The Trees of Pride
occurred to you,” asked Paynter, “that perhaps the men who have never committed murder are a varied and very extraordinary set? Perhaps every plain man’s life holds the real mystery, the secret of sins avoided.”      

       “Possibly,” replied Ashe. “It would be a long business to stop the next man in the street and ask him what crimes he never committed and why not. And I happen to be busy, so you’ll excuse me.”      

       “What,” asked the American, when he and the poet were alone, “is this guess of yours about the vanishing water?”      

       “Well, I’m not sure I’ll tell you yet,” answered Treherne, something of the old mischief coming back into his dark eyes. “But I’ll tell you something else, which may be connected with it; something I couldn’t tell until my wife had told you about our meeting in the wood.” His face had grown grave again, and he resumed after a pause:     

       “When my wife started to follow her father I advised her to go back first to the house, to leave it by another door and to meet me in the wood in half an hour. We often made these assignations, of course, and generally thought them great fun, but this time the question was serious, and I didn’t want the wrong thing done in a hurry. It was a question whether anything could be done to undo an experiment we both vaguely felt to be dangerous, and she especially thought, after reflection, that interference would make things worse. She thought the old sportsman, having been dared to do something, would certainly not be dissuaded by the very man who had dared him or by a woman whom he regarded as a child. She left me at last in a sort of despair, but I lingered with a last hope of doing something, and drew doubtfully near to the heart of the wood; and there, instead of the silence I expected, I heard a voice. It seemed as if the Squire must be talking to himself, and I had the unpleasant fancy that he had already lost his reason in that wood of witchcraft. But I soon found that if he was talking he was talking with two voices. Other fancies attacked me, as that the other was the voice of the tree or the voices of the three trees talking together, and with no man near. But it was not the voice of the tree. The next moment I knew the voice, for I had heard it twenty times across the table. It was the voice of that doctor of yours; I heard it as certainly as you hear my voice now.”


PROMPT - Would you please copy each line of the data in which the string "curve" occurs?

THE DATA section start

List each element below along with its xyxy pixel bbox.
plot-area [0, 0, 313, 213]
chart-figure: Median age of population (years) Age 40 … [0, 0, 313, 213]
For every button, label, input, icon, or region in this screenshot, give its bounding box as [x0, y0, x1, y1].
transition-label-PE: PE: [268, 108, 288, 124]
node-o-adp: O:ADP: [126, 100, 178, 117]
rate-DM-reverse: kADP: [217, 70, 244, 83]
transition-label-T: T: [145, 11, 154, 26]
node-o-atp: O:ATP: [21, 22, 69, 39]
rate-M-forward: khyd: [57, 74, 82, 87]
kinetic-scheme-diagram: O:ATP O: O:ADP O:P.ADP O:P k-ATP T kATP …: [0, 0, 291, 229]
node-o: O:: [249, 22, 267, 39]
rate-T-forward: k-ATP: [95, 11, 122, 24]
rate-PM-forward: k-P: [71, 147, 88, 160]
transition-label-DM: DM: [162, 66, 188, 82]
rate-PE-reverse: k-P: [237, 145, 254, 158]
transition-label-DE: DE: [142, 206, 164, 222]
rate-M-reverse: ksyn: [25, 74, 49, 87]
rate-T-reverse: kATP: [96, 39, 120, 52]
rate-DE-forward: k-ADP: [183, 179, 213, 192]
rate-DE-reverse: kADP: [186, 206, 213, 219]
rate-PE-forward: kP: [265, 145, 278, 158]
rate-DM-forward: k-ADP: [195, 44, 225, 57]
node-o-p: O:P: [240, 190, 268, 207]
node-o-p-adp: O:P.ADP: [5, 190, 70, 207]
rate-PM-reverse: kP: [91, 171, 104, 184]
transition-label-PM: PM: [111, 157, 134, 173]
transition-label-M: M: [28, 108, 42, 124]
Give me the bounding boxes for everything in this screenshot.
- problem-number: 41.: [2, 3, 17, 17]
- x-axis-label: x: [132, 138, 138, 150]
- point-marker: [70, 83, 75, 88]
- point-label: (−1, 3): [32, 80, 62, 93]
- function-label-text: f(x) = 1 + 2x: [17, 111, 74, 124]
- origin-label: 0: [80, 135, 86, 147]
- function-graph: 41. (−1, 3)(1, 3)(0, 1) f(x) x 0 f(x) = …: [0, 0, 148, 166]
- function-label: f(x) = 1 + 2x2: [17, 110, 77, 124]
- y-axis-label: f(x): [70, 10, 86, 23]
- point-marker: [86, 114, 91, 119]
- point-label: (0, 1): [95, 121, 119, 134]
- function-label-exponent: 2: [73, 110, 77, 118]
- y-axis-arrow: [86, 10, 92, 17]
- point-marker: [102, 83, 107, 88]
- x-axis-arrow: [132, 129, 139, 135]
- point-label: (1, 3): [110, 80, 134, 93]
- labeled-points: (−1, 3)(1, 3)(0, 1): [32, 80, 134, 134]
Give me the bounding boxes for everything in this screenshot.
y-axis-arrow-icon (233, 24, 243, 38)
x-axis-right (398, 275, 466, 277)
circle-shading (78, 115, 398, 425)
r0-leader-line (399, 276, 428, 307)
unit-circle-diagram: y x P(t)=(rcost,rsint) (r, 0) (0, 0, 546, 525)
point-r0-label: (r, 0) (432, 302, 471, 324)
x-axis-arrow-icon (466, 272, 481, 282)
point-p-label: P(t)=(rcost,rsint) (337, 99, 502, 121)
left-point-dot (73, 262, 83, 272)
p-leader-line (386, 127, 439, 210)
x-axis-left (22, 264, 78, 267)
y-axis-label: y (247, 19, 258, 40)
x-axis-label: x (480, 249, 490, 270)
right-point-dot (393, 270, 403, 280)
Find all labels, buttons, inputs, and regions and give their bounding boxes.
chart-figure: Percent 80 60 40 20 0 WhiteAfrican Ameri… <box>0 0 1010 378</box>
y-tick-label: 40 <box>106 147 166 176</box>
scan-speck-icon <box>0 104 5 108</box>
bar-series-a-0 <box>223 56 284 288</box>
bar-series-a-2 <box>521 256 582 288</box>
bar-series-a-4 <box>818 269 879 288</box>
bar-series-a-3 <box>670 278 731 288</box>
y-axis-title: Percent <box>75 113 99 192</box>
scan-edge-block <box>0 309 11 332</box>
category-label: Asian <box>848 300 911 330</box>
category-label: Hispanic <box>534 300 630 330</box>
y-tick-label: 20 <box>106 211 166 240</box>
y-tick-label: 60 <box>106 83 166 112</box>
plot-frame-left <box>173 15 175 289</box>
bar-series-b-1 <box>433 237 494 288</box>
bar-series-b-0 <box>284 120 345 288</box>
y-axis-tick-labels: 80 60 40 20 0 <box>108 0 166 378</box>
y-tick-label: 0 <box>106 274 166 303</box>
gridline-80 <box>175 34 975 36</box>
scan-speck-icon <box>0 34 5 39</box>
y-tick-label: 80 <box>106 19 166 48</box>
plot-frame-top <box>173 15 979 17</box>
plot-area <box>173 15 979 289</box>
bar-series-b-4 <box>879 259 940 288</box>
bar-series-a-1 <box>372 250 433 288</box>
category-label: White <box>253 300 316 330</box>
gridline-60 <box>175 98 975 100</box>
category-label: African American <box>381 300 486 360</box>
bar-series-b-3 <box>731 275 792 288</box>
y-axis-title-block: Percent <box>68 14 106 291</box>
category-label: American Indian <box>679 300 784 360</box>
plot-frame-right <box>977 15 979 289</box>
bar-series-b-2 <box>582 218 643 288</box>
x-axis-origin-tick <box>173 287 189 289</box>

THE DATA section end
THE DATA section start

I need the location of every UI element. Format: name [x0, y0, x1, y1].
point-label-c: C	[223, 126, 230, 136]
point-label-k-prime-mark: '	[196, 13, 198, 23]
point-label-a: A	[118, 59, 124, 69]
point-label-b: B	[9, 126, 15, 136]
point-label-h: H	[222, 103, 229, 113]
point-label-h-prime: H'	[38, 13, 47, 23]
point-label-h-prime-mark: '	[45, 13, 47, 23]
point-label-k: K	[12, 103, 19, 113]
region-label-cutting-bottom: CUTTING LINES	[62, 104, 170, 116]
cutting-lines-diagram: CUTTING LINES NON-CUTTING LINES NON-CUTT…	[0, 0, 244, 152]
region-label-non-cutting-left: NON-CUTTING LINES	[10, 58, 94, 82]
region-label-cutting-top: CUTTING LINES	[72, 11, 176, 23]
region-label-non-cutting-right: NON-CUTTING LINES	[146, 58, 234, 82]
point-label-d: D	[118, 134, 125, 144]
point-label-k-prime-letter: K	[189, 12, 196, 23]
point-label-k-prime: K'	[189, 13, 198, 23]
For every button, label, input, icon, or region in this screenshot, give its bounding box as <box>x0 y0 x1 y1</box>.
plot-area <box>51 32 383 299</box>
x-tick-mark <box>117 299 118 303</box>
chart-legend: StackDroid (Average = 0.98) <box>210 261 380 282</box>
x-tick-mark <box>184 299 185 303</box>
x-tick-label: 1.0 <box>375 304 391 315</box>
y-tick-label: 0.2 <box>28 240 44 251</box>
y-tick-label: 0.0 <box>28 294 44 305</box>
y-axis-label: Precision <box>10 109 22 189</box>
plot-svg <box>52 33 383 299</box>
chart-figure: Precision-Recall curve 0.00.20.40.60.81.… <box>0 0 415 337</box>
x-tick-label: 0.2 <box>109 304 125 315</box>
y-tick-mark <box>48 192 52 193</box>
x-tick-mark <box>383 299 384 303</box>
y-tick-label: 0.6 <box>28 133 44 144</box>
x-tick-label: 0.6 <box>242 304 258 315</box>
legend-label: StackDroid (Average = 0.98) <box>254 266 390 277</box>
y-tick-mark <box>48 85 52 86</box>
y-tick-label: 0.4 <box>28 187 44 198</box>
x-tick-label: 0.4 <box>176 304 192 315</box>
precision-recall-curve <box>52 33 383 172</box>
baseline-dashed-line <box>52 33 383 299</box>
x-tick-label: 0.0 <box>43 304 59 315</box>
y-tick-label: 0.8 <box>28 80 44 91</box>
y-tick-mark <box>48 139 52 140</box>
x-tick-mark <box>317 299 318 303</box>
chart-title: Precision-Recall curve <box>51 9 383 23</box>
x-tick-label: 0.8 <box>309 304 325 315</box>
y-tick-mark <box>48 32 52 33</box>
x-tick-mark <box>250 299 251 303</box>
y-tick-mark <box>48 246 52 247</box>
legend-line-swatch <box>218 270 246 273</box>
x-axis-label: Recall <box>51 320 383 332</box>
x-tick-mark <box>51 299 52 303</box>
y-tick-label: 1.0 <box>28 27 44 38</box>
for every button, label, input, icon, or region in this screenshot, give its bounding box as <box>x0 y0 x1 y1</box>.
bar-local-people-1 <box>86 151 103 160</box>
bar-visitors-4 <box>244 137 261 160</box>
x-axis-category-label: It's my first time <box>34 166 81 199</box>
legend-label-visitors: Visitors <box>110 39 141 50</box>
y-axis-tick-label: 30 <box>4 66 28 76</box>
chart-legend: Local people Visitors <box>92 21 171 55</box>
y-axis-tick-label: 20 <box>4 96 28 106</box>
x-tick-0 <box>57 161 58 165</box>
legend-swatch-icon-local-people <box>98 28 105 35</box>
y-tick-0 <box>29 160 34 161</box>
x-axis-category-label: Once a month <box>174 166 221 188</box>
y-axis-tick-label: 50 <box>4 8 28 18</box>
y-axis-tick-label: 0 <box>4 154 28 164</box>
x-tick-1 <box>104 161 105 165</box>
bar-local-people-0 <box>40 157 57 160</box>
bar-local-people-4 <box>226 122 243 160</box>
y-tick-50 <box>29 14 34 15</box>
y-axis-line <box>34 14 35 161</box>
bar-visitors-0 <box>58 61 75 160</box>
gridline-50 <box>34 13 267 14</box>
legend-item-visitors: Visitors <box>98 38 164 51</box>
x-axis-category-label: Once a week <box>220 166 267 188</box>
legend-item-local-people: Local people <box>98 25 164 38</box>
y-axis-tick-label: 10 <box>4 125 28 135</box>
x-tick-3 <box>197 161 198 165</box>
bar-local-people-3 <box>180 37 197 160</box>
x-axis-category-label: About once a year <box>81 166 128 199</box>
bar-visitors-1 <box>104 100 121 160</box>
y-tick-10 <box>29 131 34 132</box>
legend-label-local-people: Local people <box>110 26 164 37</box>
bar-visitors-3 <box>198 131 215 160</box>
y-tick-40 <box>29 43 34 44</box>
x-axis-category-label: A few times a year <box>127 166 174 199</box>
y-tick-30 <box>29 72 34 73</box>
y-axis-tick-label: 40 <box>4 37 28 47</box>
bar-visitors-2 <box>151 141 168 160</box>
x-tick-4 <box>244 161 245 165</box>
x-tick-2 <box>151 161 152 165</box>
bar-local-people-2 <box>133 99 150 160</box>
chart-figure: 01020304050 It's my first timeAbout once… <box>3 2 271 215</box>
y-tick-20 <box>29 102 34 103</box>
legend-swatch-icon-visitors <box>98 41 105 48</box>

THE DATA section end

FINISHED EXERCISE -
chart-figure: Precision-Recall curve 0.00.20.40.60.81.… <box>0 0 415 337</box>
precision-recall-curve <box>52 33 383 172</box>
chart-title: Precision-Recall curve <box>51 9 383 23</box>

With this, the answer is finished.